How Grimsby became inspiration for Kenya!
Your Place in Kenya is a small project but it has a big heart. Grimsby Neighbourhood Church pastor Sue Boyle tells the story of the community initiative her church is sponsoring
In 2014, Samuel and Mary Kingori – pastors of Elim Gospel Church in Nyeri in Kenya – came to the UK and visited a number of churches. One was Grimsby Neighbourhood Church, because we had been supporting them and taking ministry teams to Nyeri for a number of years.
While in Grimsby, Samuel and Mary saw the work our church was doing in our community through our ‘Your Place’ project, which expresses God’s love to people in practical ways. It was then that God put it in Mary’s heart to open Nyeri’s own ‘Your Place’.
Your Place in Kenya was born out of a vision to open a centre that would help the people of Nyeri and take up the challenge of becoming a ‘church without walls’.
The Your Place shop allows locals to buy
provisions at affordable prices
In 2015, our church partnered with Samuel and Mary’s to put up a small metal building, and so the work began!
Mary is a great businesswoman and has run with her vision to develop a shop where local people can buy at more affordable prices. The shop makes a small profit and provides a modest income which pays Your Place’s ground rent, but most of the profit goes back into the community work to help people in need.
The Your Place café is a boost for the community
In addition to the shop, Your Place also has a small outdoor community café which serves as a meeting place where people can sit, enjoy a cup of chai and a snack. This was developed when the team from Grimsby took a plastic table, chairs and parasol for outside Your Place to create a space for sitting and chatting with the locals.
A few years later, Mary used some of the profits from Your Place to build a canopy on the side of the building where people can sit in the shade. It is here that the most important work of Your Place takes place, as Mary gets to know people, forms friendships and supports local people when they are going through tough times.
Building trust
It has taken time for trust to build, but local people now like talking with Mary. Her work is not only about making profit, but about investing in people’s lives. “Your Place is for everyone – it’s Your Place!” she says. Your Place has truly made a big impact on many people who would not normally come to church. Many have been touched and their lives have been changed through the love, care and support of Mary and other Christians who are able to show them God’s love in action.
Once, Mary noticed a man waiting for a bus opposite Your Place every day. He always carried a bag and was very careful to take it into the shade of an umbrella used by a stall holder as he waited. Mary began to wonder what was in the bag and came to realise the precious content was actually a baby!
She asked him about his situation. He told her his wife was in hospital and because he was not be able to afford to buy milk he was taking the baby every day to be fed by her.
Mary told him she was a pastor in the church and would like to help him with his travelling expenses for a week. The man accepted gratefully.
Another time she met a single lady with two daughters. The lady had recently found out she had breast cancer. In order to earn money to feed herself and her children she washed clothes for people – life was very hard. Mary was able to buy her food and clothes from the profits of Your Place.
Mary also interacts with people who are mentally unwell – often giving them tea and cake for free. She sells sanitary products at a very cheap price too, and is able to give them to people she realises could never afford them. Samuel, Mary and their church are certainly not rich, but they are very generous and have a heart to help those in need.
When we asked her, “What has Your Place done for you?” she replied, “It has helped me to be open to other people and to touch people’s lives.” She sees this as her service for Jesus.
Sometimes good conversations open up about God. There are times when Mary has been able to invite people to church – in fact, three ladies now go to church and have become Christians through this.
Pastors Samuel and Mary Kingor
Samuel also meets with Christians and non-Christians to talk at Your Place. We thank God that a number have joined the church through this too.
Mary says, “Our community work is an expression of God’s love for the people outside the church.”
As I mentioned, Mary has built Your Place into a successful business – she is quite the entrepreneur! There, people can buy a wide range of items including clothes, pencils, screwdrivers, washing powder, sweets, drinks, toothbrushes, makeup, toilet rolls, and gas.
And the business has now stretched to Nairobi, where Mary buys items at cheaper prices than in Nyeri. Some of the gas she sells is bought by family members who live in Nairobi, which helps make the project sustainable.
Mary is always thinking of ways to improve Your Place. She has noticed lots of young people passing by when they get off the school bus, for example, so she is praying for another person with a heart for the work to help her so she can make and sell chips. Children would love to eat chips on the way home from school, she says!
Mary and Samuel would love to encourage and help other churches to set up their own Your Place.
During our visit to Kenya last year, Mary presented us with the tithes from her profits. We will use this to add something to our own Your Place Oasis Gardens in recognition of the great work of Your Place Kenya.
This is a new type of project for the people in Mary’s church and a new way of expressing God’s love. While some see it as ‘Mary’s business’, others have really caught the vision.
Mary and Samuel have not been afraid to step out and do things differently, and we applaud them!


→ TASK ITEM: What lines below hold the string "increasing"? Copy them all.

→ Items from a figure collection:
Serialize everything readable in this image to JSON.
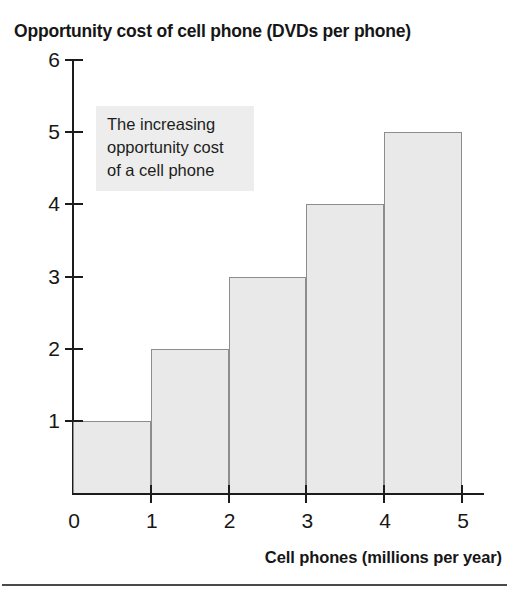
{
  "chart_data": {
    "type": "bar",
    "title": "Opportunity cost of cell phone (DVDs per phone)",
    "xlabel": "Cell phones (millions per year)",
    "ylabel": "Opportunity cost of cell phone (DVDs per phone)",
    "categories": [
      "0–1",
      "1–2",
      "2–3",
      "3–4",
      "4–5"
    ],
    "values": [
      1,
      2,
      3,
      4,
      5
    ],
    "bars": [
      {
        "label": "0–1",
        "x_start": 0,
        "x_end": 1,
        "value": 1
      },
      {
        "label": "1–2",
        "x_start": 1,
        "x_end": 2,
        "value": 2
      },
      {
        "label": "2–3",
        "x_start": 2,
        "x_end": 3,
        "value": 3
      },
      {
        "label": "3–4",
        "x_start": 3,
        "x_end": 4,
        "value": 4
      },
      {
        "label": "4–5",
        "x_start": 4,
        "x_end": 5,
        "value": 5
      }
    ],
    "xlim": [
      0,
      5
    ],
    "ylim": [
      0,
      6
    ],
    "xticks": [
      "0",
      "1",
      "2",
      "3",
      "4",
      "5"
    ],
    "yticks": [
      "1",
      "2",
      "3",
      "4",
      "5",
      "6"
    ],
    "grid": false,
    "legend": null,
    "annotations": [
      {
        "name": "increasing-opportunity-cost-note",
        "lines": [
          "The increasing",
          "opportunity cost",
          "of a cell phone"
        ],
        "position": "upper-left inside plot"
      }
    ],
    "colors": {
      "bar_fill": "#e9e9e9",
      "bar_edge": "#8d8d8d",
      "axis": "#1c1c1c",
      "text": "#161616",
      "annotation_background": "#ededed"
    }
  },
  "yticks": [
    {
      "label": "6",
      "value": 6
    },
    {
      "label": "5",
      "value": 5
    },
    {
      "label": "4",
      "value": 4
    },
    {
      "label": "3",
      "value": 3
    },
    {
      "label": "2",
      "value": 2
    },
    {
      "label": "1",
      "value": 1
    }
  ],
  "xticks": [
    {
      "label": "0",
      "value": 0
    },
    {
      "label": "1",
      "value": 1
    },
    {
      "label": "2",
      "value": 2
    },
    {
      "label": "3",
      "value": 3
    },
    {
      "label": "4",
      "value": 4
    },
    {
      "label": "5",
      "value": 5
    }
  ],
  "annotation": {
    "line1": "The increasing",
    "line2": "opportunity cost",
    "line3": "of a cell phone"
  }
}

→ RESULT OF THE EXERCISE:
        "name": "increasing-opportunity-cost-note",
          "The increasing",
    "line1": "The increasing",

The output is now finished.